Jogging our memories
Out here, up here, beyond them, the network city dwellers. I look back at days when we went popular, popular cultural urban lansdcapes my memory making today. Parrot. How could any one call us that. As if we reproduced stock phrases. A lexicology of boundedness, caged in our vocabularies. Parrot drone flying around an Australian university. Joggobot they called it.
Exertion. This is what has been happening at the ExertionGamesLab in Australia with one of my early relatives.
Sumit Paul-Choudhury had this to say at the Murmuration festival in his piece Forever alone drone:
Last June, researchers at the Royal Melbourne Institute of Technology revealed a Parrot drone reprogrammed to act as a jogging companion. Locked on to a pattern on a runner’s T-shirt, the drone bounces along a few steps ahead, setting whatever pace the jogger has requested. What does that make the drone? A jogging buddy? A coach? Your irritating competitive friend who you know is humouring you, because they could sprint off at any time? (Why doesn’t the drone follow the runner? Perhaps because that would be a little too much like being chased…)
And, this is what Paul-Choudry said about us in 2013:
The next wave of personal drones (or perhaps the one after that) will be as smart as a roach and as disposable as a paper plate. Need a new drone? 3D-print one and you’re up, up and away. But what kind of relationship do we want with these drones? Are they vehicles, toys, tools, companions or pets? All of the above, and none. Only time and trials will tell.
Those guys at RMIT have been writing a paper about us. Telling about their trials. Trails if you ask me in my Droneverse. Jogging my memory of my own making. Relationships. As I hang here over the city, skywards sent to police people.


- EXERCISE GOAL: The entries are to be output once more, word for word.

[Collected data]
++++
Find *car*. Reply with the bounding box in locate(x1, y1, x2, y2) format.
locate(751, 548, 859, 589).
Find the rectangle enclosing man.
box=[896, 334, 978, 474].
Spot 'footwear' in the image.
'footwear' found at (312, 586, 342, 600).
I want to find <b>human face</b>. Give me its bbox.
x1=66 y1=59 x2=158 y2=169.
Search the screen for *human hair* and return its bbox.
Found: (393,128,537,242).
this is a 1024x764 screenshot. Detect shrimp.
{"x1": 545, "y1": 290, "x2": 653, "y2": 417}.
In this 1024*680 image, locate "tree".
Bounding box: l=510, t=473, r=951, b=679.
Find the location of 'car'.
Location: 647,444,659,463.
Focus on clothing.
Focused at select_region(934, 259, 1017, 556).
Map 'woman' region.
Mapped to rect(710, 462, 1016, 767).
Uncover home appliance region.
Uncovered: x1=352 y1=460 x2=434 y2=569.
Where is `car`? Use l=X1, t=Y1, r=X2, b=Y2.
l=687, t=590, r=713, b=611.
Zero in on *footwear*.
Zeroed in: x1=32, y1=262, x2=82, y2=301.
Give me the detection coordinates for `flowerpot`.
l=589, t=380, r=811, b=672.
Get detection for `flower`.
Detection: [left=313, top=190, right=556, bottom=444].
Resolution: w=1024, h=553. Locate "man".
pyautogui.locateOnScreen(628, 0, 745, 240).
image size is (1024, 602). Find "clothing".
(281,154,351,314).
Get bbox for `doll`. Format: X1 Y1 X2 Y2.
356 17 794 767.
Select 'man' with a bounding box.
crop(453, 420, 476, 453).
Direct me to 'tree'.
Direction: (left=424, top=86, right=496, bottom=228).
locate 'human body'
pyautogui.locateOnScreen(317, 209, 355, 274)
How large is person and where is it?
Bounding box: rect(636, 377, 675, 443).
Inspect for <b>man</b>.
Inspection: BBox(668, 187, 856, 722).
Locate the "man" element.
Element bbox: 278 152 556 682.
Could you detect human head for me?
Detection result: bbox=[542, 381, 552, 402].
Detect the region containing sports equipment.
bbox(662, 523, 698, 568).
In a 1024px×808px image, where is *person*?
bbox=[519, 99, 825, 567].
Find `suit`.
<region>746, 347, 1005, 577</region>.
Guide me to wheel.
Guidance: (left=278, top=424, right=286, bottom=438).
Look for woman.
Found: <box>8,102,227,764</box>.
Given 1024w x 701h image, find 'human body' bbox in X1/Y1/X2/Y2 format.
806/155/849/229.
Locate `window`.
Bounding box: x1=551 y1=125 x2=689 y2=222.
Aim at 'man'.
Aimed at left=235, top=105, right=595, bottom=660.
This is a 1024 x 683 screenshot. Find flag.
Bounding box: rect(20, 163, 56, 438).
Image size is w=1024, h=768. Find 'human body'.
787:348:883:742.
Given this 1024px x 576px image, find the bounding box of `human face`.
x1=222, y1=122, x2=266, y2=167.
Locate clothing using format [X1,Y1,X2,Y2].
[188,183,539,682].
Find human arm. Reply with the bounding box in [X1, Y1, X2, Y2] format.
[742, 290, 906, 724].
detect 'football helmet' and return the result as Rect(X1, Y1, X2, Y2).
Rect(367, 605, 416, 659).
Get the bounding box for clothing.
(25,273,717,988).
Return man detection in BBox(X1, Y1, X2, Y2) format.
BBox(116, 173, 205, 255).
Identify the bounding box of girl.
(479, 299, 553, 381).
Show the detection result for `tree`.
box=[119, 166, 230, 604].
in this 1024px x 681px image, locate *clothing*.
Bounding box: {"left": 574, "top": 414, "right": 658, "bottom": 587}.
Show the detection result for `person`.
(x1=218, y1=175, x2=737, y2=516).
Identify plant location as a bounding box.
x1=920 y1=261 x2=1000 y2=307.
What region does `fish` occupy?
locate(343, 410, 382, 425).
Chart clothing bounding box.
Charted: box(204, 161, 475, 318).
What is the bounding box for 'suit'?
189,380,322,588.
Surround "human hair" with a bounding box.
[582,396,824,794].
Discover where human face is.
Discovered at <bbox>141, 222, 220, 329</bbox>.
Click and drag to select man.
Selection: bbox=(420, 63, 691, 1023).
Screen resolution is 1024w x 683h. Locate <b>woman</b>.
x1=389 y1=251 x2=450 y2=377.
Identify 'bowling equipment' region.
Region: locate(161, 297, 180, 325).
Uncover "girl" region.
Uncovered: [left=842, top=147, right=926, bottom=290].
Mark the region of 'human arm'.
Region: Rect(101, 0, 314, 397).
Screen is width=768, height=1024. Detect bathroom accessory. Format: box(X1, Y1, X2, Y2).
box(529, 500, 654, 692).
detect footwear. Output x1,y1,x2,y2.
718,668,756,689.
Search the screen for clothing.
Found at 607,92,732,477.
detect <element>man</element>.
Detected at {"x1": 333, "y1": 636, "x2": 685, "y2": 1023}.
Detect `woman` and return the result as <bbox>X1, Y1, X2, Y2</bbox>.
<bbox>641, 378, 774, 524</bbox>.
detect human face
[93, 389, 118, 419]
++++
- SOLUTION BELOW:
Find *car*. Reply with the bounding box in locate(x1, y1, x2, y2) format.
locate(751, 548, 859, 589).
Find the rectangle enclosing man.
box=[896, 334, 978, 474].
Spot 'footwear' in the image.
'footwear' found at (312, 586, 342, 600).
I want to find <b>human face</b>. Give me its bbox.
x1=66 y1=59 x2=158 y2=169.
Search the screen for *human hair* and return its bbox.
Found: (393,128,537,242).
this is a 1024x764 screenshot. Detect shrimp.
{"x1": 545, "y1": 290, "x2": 653, "y2": 417}.
In this 1024*680 image, locate "tree".
Bounding box: l=510, t=473, r=951, b=679.
Find the location of 'car'.
Location: 647,444,659,463.
Focus on clothing.
Focused at select_region(934, 259, 1017, 556).
Map 'woman' region.
Mapped to rect(710, 462, 1016, 767).
Uncover home appliance region.
Uncovered: x1=352 y1=460 x2=434 y2=569.
Where is `car`? Use l=X1, t=Y1, r=X2, b=Y2.
l=687, t=590, r=713, b=611.
Zero in on *footwear*.
Zeroed in: x1=32, y1=262, x2=82, y2=301.
Give me the detection coordinates for `flowerpot`.
l=589, t=380, r=811, b=672.
Get detection for `flower`.
Detection: [left=313, top=190, right=556, bottom=444].
Resolution: w=1024, h=553. Locate "man".
pyautogui.locateOnScreen(628, 0, 745, 240).
image size is (1024, 602). Find "clothing".
(281,154,351,314).
Get bbox for `doll`. Format: X1 Y1 X2 Y2.
356 17 794 767.
Select 'man' with a bounding box.
crop(453, 420, 476, 453).
Direct me to 'tree'.
Direction: (left=424, top=86, right=496, bottom=228).
locate 'human body'
pyautogui.locateOnScreen(317, 209, 355, 274)
How large is person and where is it?
Bounding box: rect(636, 377, 675, 443).
Inspect for <b>man</b>.
Inspection: BBox(668, 187, 856, 722).
Locate the "man" element.
Element bbox: 278 152 556 682.
Could you detect human head for me?
Detection result: bbox=[542, 381, 552, 402].
Detect the region containing sports equipment.
bbox(662, 523, 698, 568).
In a 1024px×808px image, where is *person*?
bbox=[519, 99, 825, 567].
Find `suit`.
<region>746, 347, 1005, 577</region>.
Guide me to wheel.
Guidance: (left=278, top=424, right=286, bottom=438).
Look for woman.
Found: <box>8,102,227,764</box>.
Given 1024w x 701h image, find 'human body' bbox in X1/Y1/X2/Y2 format.
806/155/849/229.
Locate `window`.
Bounding box: x1=551 y1=125 x2=689 y2=222.
Aim at 'man'.
Aimed at left=235, top=105, right=595, bottom=660.
This is a 1024 x 683 screenshot. Find flag.
Bounding box: rect(20, 163, 56, 438).
Image size is w=1024, h=768. Find 'human body'.
787:348:883:742.
Given this 1024px x 576px image, find the bounding box of `human face`.
x1=222, y1=122, x2=266, y2=167.
Locate clothing using format [X1,Y1,X2,Y2].
[188,183,539,682].
Find human arm. Reply with the bounding box in [X1, Y1, X2, Y2] format.
[742, 290, 906, 724].
detect 'football helmet' and return the result as Rect(X1, Y1, X2, Y2).
Rect(367, 605, 416, 659).
Get the bounding box for clothing.
(25,273,717,988).
Return man detection in BBox(X1, Y1, X2, Y2) format.
BBox(116, 173, 205, 255).
Identify the bounding box of girl.
(479, 299, 553, 381).
Show the detection result for `tree`.
box=[119, 166, 230, 604].
in this 1024px x 681px image, locate *clothing*.
Bounding box: {"left": 574, "top": 414, "right": 658, "bottom": 587}.
Show the detection result for `person`.
(x1=218, y1=175, x2=737, y2=516).
Identify plant location as a bounding box.
x1=920 y1=261 x2=1000 y2=307.
What region does `fish` occupy?
locate(343, 410, 382, 425).
Chart clothing bounding box.
Charted: box(204, 161, 475, 318).
What is the bounding box for 'suit'?
189,380,322,588.
Surround "human hair" with a bounding box.
[582,396,824,794].
Discover where human face is.
Discovered at <bbox>141, 222, 220, 329</bbox>.
Click and drag to select man.
Selection: bbox=(420, 63, 691, 1023).
Screen resolution is 1024w x 683h. Locate <b>woman</b>.
x1=389 y1=251 x2=450 y2=377.
Identify 'bowling equipment' region.
Region: locate(161, 297, 180, 325).
Uncover "girl" region.
Uncovered: [left=842, top=147, right=926, bottom=290].
Mark the region of 'human arm'.
Region: Rect(101, 0, 314, 397).
Screen is width=768, height=1024. Detect bathroom accessory. Format: box(X1, Y1, X2, Y2).
box(529, 500, 654, 692).
detect footwear. Output x1,y1,x2,y2.
718,668,756,689.
Search the screen for clothing.
Found at 607,92,732,477.
detect <element>man</element>.
Detected at {"x1": 333, "y1": 636, "x2": 685, "y2": 1023}.
Detect `woman` and return the result as <bbox>X1, Y1, X2, Y2</bbox>.
<bbox>641, 378, 774, 524</bbox>.
detect human face
[93, 389, 118, 419]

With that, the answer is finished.